Sidney Lumet built a career on confronting the truth. With his lights pointed at the system, the surface blistered in films like 12 Angry Men, Dog Day Afternoon, Network, Serpico, and The Verdict. Considering it all, one of his early films, The Pawnbroker, is also one of his most provocative. Grappling with the aftermath of the Holocaust like few had done before, the drama centers on Sol Nazerman (Rod Steiger), a survivor who set up shop in East Harlem, but has never been able to shake the horrors of genocide, or the guilt of leaving the concentration camps intact.
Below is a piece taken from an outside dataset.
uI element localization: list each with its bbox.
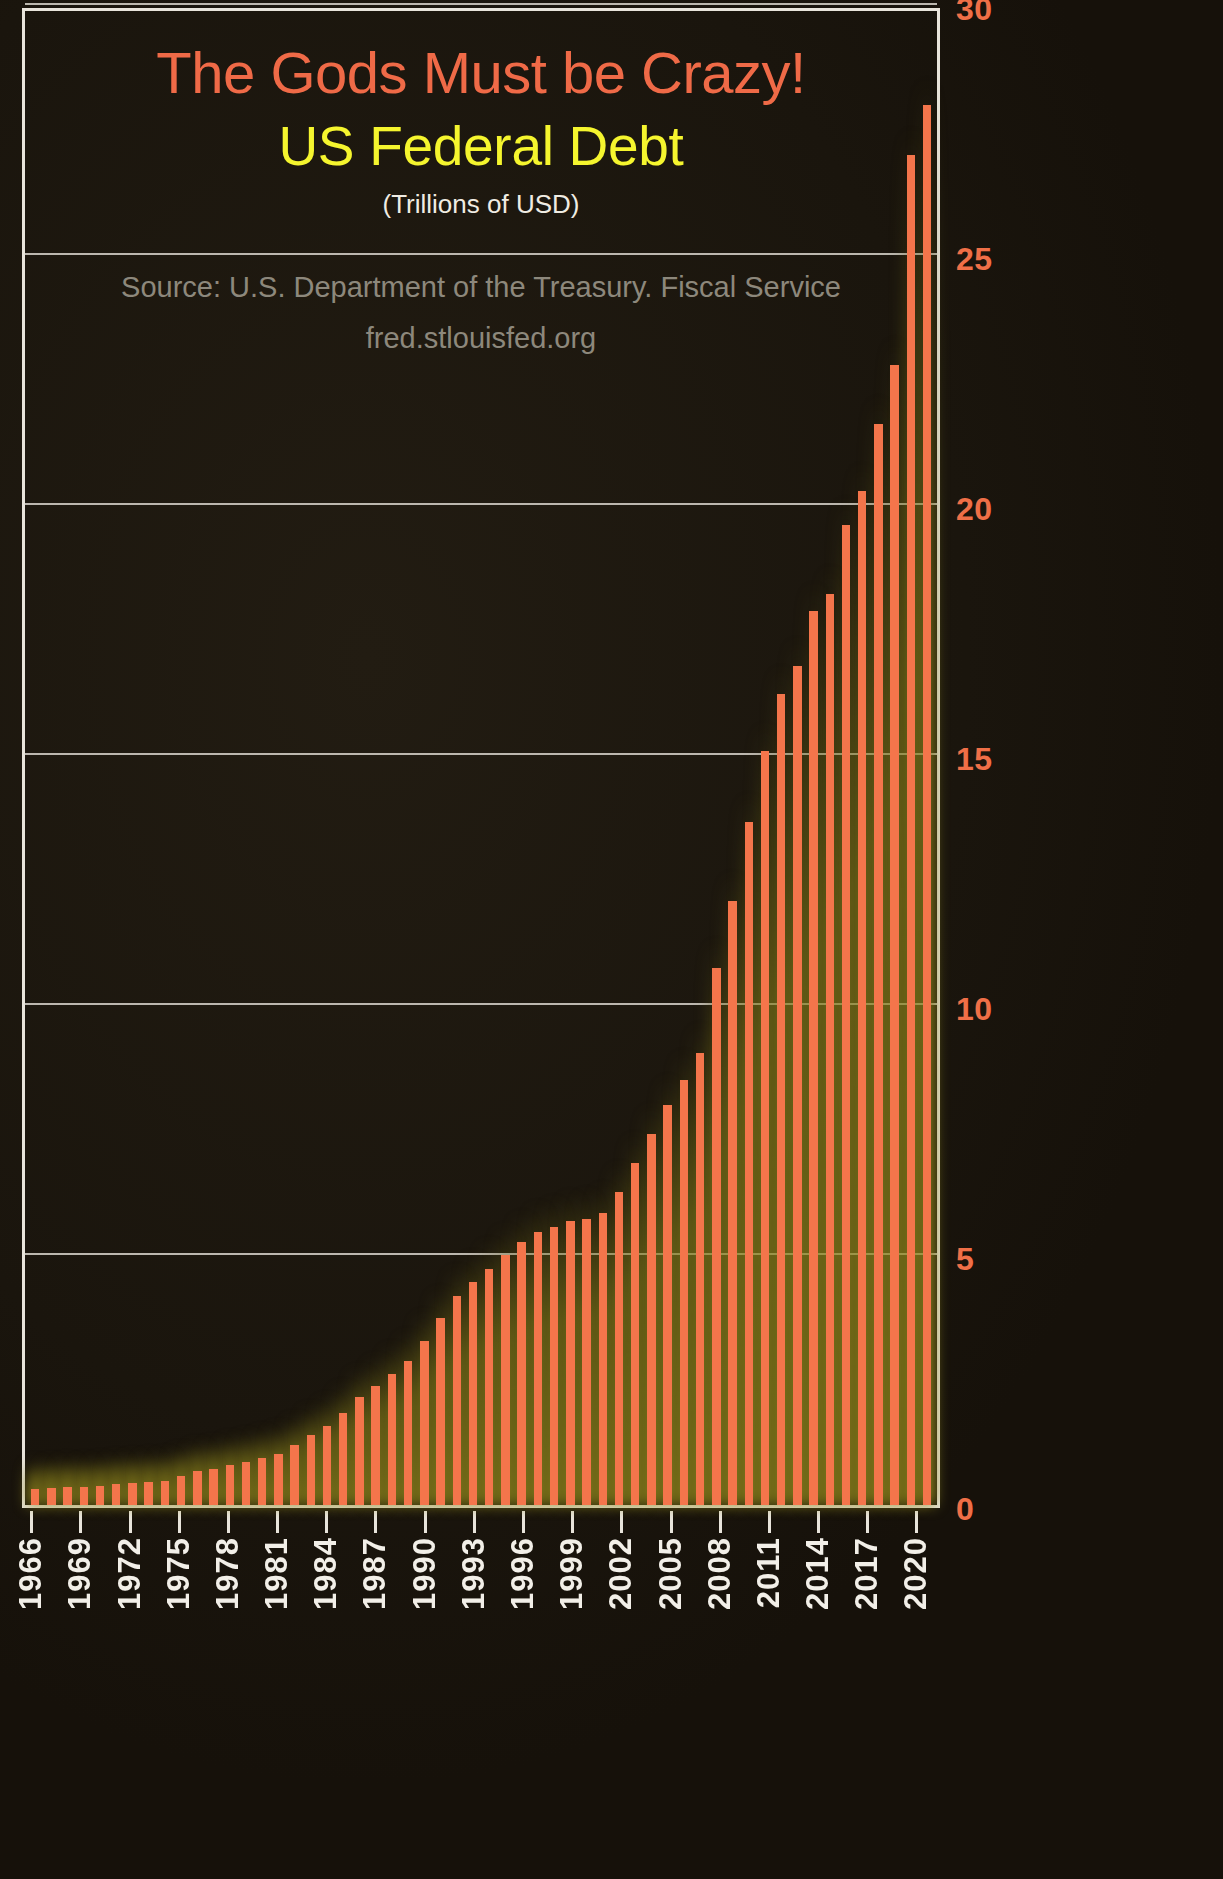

The world is a nightmare, and Sol, dealing with customers who need to sell of their possessions to get by another day, holds everything in. Until he doesn’t. The bar for “tour de force” was set by Lumet, who peels back the layers at just the right moments, and Steiger, who unleashes hell when called upon.

Stream on Amazon


phase IV: an ant crawls up on a bed and looks at a girl in close up

Olive Films

Phase IV (1974)

Fans of Ant-Man and other Formicidae-themed films must seek out Phase IV, the only directorial effort from title sequence master Saul Bass. The setup is a trip: An intergalactic anomaly causes Earth’s ants to become hyper-intelligent and aggressively productive. They build ant hill monoliths in the desert, and when threatened by mankind, devise a plan for all out war. Bass goes for broke with weird visuals, delivering something between Them! and 2001: A Space Odyssey.

Stream on Amazon and Hulu


Dalton stands in front of a crowd at the road house

MGM Home Entertainment

Road House (1989)

Come to Road House for the bar brawls, stay for the bare-knuckled fist fights. The simple pleasures of this Patrick Swayze vehicle have gained cult status over the years (how could an ’80s action movie directed by a guy named Rowdy Herrington not?), and there’s nothing we could say that could do justice to its oddities than Polygon contributor Sean T. Collins’ Road-House-essay-a-day project, so go read that when you’re done.